Material for the Memos. Northcliffe understated the case. The Post's reach goes beyond Capitol Hill and far deeper than the Senate subway. From Foggy Bottom to the fog on the Hill, Washington reaches for the Post as Broadway reaches for Variety or bankers for the Wall Street Journal.

Bureaucrats scan it for news of their own departments that may still be several memos away; except at the topmost layer, the city's 228,109 public servants depend mostly on the press for what they know about the Government and each other. Bigwigs examine the Post nervously to see how their speeches are played—or to find ideas for new ones. The Washington press corps studies it for tips, ideas and slants that often influence the 500,000 words that clack out of the capital every day to news media all around the world.

Out of its unique role the Post has fashioned one of the world's most influential journalists: Philip L. (for Leslie) Graham, publisher, who started at the top ten years ago without ever having covered a news story, written an editorial or sold an ad.
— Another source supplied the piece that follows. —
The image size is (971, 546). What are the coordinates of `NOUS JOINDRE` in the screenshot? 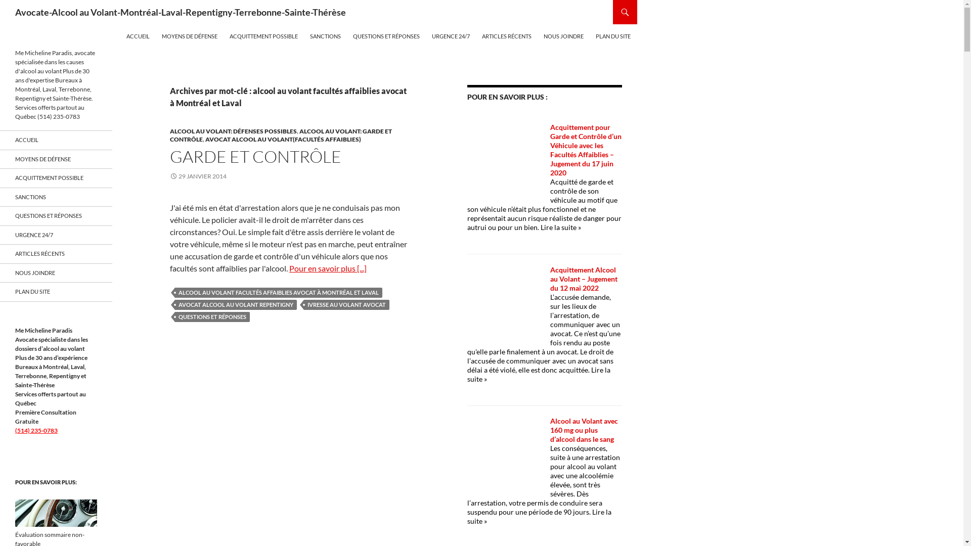 It's located at (56, 273).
Phil Graham, 40, is an energetic charmer whose facial furrows and tall, angular frame (6 ft. 1 in., 160 Ibs.) give him a Lincolnesque look. Lawyer by profession, politician by instinct, latter-day New Dealer by choice, he became a newspaper publisher by marrying the boss's daughter. He quickly showed that the boss, Multimillionaire Eugene Meyer, now 80, could not have picked a more quick-witted, smoothly forceful successor.